The first criticism to be directed at Two Roads to Sumter is that it fails to sustain its judgments. A spirit of historical understanding sometimes causes the authors to confuse equivocations and reassessments. They continue, for instance, to call Lincoln a moderate while asserting that "there was no moderation" in his slavery-containment policy. After stating that "Democratic unity had been little more than a facade for months," they declare that in the Democratic convention of 1860 "a break was by no means inevitable." A page later, the Cattons note that "there was nothing meaningful left to compromise," then reverse themselves once more by refusing "to see any gray pall of inevitable doom hovering over the Democratic deliberations."
If contradictions mar the main theme of Two Roads to Sumter, omissions and blithe generalizations make all of its interpretations suspect. The book neglects the economic reasons for the War without so much as refuting them, implying that slavery and secession alone were at issue. It never explains adequately why the North regarded the Union as sacred, or why Lincoln initially joined the Whigs. And even as popularized history (no footnotes or bibliography), Two Roads is excessively given to glib, cliched, and romantic insights.
In Charlestown, the Cattons detect "a faint but undeniable whiff of decay" under the city's genteel tradition." Brierfield, Davis's estate, is said to have been in the Scarlett O'Hara tradition, and governors' messages are said to have "popped and rattled across the Gulf states like a chain of firecrackers." The authors also claim that "no two men in all the nation held views about the [Kansas-Nebraska] crisis with firmer conviction than did Abraham Lincoln and Jefferson Davis." And to everyone but the reader, "it was obvious, from almost every angle, that the [1860 Republican] party had put together an excellent combination [in its platform]."
Historical Drama
A habit of treating American history like a stage production further discredits the book's judgments. Foreshadowing well-known historical events is thin entertainment and thinner history; passing gradiose sentences from a century-high pedestal of hindsight is bad technique and bad historical explanation. Two Roads does both too often. For example, it was "not only unnecessary but foolish" for Douglas backers to allow a change of procedure at the 1860 Democratic convention. At the beginning of 1860, 32 million "extras" stood behind the "odd stellar assortment" of political players in the sectional drama. And no moderate argument had "one-tenth the cumulative emotional impact" of John Brown's raid on Harper's Ferry, which "extremists could not have managed better if they had written a script for it."
Two Roads to Sumter is too palpably designed for the casual readers to be a valuable piece of scholarship. Many of its thoughts on political moderation are shrewd and timely, but a sensational tone exhibits them to poor advantage. For the Messrs. Catton, as for Lincoln and Douglas in the 1858 Illinois senatorial campaign, it appears that "exact historical accuracy was less important than an appealing argument."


Your response should contain each line of the data that includes "Sunday".

++++ Material for this exercise

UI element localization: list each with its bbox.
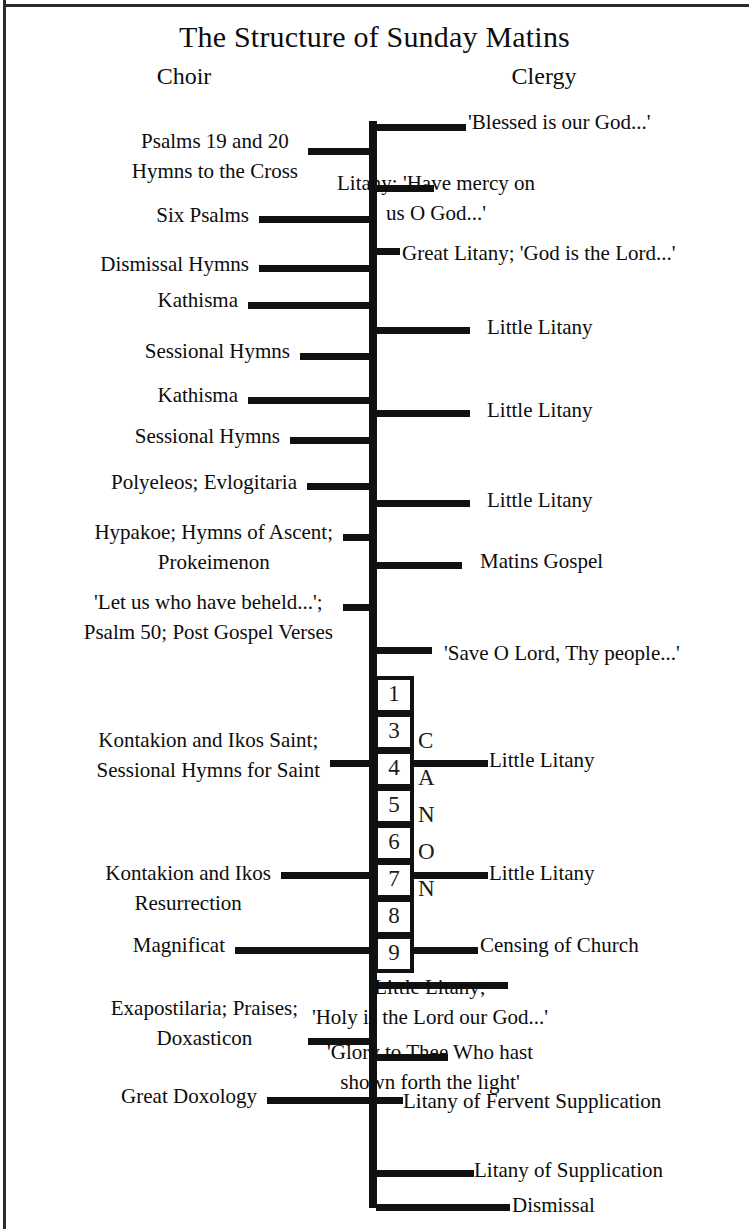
tick-left-11	[281, 872, 370, 879]
tick-right-13	[376, 1097, 403, 1104]
choir-item-7: Polyeleos; Evlogitaria	[111, 467, 297, 497]
clergy-item-14: Litany of Supplication	[474, 1155, 663, 1185]
label-line: Exapostilaria; Praises;	[111, 993, 298, 1023]
choir-item-11: Kontakion and IkosResurrection	[105, 858, 271, 918]
canon-ode-box-5: 5	[374, 787, 414, 825]
tick-right-10	[414, 947, 478, 954]
label-line: Psalm 50; Post Gospel Verses	[84, 617, 333, 647]
tick-right-4	[376, 410, 470, 417]
label-line: Polyeleos; Evlogitaria	[111, 467, 297, 497]
tick-left-7	[307, 483, 370, 490]
canon-ode-box-4: 4	[374, 750, 414, 788]
label-line: 'Let us who have beheld...';	[84, 587, 333, 617]
choir-item-10: Kontakion and Ikos Saint;Sessional Hymns…	[97, 725, 320, 785]
column-heading-clergy: Clergy	[458, 62, 630, 90]
tick-right-0	[376, 124, 466, 131]
page-border-left	[3, 0, 6, 1229]
tick-left-0	[308, 148, 370, 155]
choir-item-6: Sessional Hymns	[135, 421, 280, 451]
canon-letter-3: O	[418, 840, 440, 863]
label-line: Doxasticon	[111, 1023, 298, 1053]
label-line: Six Psalms	[156, 200, 249, 230]
clergy-item-7: 'Save O Lord, Thy people...'	[444, 638, 680, 668]
label-line: Little Litany;	[312, 972, 548, 1002]
label-line: Litany: 'Have mercy on	[337, 168, 535, 198]
tick-left-5	[248, 397, 370, 404]
matins-structure-diagram: The Structure of Sunday Matins Choir Cle…	[0, 0, 749, 1229]
tick-left-9	[343, 604, 370, 611]
canon-ode-box-6: 6	[374, 824, 414, 862]
label-line: Kathisma	[158, 380, 238, 410]
clergy-item-9: Little Litany	[489, 858, 595, 888]
label-line: Dismissal	[512, 1190, 595, 1220]
tick-left-10	[330, 760, 370, 767]
label-line: Little Litany	[487, 395, 593, 425]
page-title: The Structure of Sunday Matins	[0, 20, 749, 54]
column-heading-choir: Choir	[98, 62, 270, 90]
choir-item-0: Psalms 19 and 20Hymns to the Cross	[132, 126, 298, 186]
tick-right-2	[376, 248, 400, 255]
canon-ode-box-9: 9	[374, 935, 414, 973]
clergy-item-1: Litany: 'Have mercy onus O God...'	[337, 168, 535, 228]
label-line: Little Litany	[487, 312, 593, 342]
label-line: Censing of Church	[480, 930, 639, 960]
label-line: Hypakoe; Hymns of Ascent;	[94, 517, 333, 547]
label-line: Prokeimenon	[94, 547, 333, 577]
clergy-item-3: Little Litany	[487, 312, 593, 342]
tick-left-3	[248, 302, 370, 309]
label-line: Magnificat	[133, 930, 225, 960]
tick-right-6	[376, 562, 462, 569]
label-line: 'Holy is the Lord our God...'	[312, 1002, 548, 1032]
canon-ode-box-3: 3	[374, 713, 414, 751]
label-line: Little Litany	[487, 485, 593, 515]
choir-item-1: Six Psalms	[156, 200, 249, 230]
choir-item-2: Dismissal Hymns	[100, 249, 249, 279]
clergy-item-5: Little Litany	[487, 485, 593, 515]
canon-letter-1: A	[418, 766, 440, 789]
canon-ode-box-1: 1	[374, 676, 414, 714]
clergy-item-13: Litany of Fervent Supplication	[403, 1086, 661, 1116]
label-line: 'Glory to Thee Who hast	[327, 1037, 533, 1067]
label-line: Sessional Hymns for Saint	[97, 755, 320, 785]
clergy-item-8: Little Litany	[489, 745, 595, 775]
tick-left-12	[235, 947, 370, 954]
label-line: Litany of Supplication	[474, 1155, 663, 1185]
choir-item-4: Sessional Hymns	[145, 336, 290, 366]
label-line: Litany of Fervent Supplication	[403, 1086, 661, 1116]
clergy-item-0: 'Blessed is our God...'	[468, 107, 651, 137]
label-line: Hymns to the Cross	[132, 156, 298, 186]
tick-left-4	[300, 353, 370, 360]
canon-ode-box-8: 8	[374, 898, 414, 936]
label-line: Sessional Hymns	[135, 421, 280, 451]
tick-right-14	[376, 1170, 474, 1177]
choir-item-14: Great Doxology	[121, 1081, 257, 1111]
choir-item-12: Magnificat	[133, 930, 225, 960]
label-line: 'Save O Lord, Thy people...'	[444, 638, 680, 668]
clergy-item-6: Matins Gospel	[480, 546, 603, 576]
clergy-item-11: Little Litany;'Holy is the Lord our God.…	[312, 972, 548, 1032]
choir-item-3: Kathisma	[158, 285, 238, 315]
canon-ode-box-7: 7	[374, 861, 414, 899]
tick-right-15	[376, 1204, 510, 1211]
label-line: Little Litany	[489, 745, 595, 775]
tick-left-2	[259, 265, 370, 272]
clergy-item-15: Dismissal	[512, 1190, 595, 1220]
choir-item-8: Hypakoe; Hymns of Ascent;Prokeimenon	[94, 517, 333, 577]
label-line: 'Blessed is our God...'	[468, 107, 651, 137]
label-line: Dismissal Hymns	[100, 249, 249, 279]
label-line: Psalms 19 and 20	[132, 126, 298, 156]
tick-left-8	[343, 534, 370, 541]
choir-item-9: 'Let us who have beheld...';Psalm 50; Po…	[84, 587, 333, 647]
label-line: Sessional Hymns	[145, 336, 290, 366]
page-border-top	[3, 4, 749, 7]
choir-item-5: Kathisma	[158, 380, 238, 410]
label-line: Matins Gospel	[480, 546, 603, 576]
choir-item-13: Exapostilaria; Praises;Doxasticon	[111, 993, 298, 1053]
clergy-item-4: Little Litany	[487, 395, 593, 425]
tick-left-6	[290, 437, 370, 444]
clergy-item-10: Censing of Church	[480, 930, 639, 960]
label-line: Kontakion and Ikos	[105, 858, 271, 888]
canon-letter-4: N	[418, 877, 440, 900]
label-line: Kontakion and Ikos Saint;	[97, 725, 320, 755]
tick-right-3	[376, 327, 470, 334]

++++++++

■ Written solution ■
matins-structure-diagram: The Structure of Sunday Matins Choir Cle…	[0, 0, 749, 1229]
page-title: The Structure of Sunday Matins	[0, 20, 749, 54]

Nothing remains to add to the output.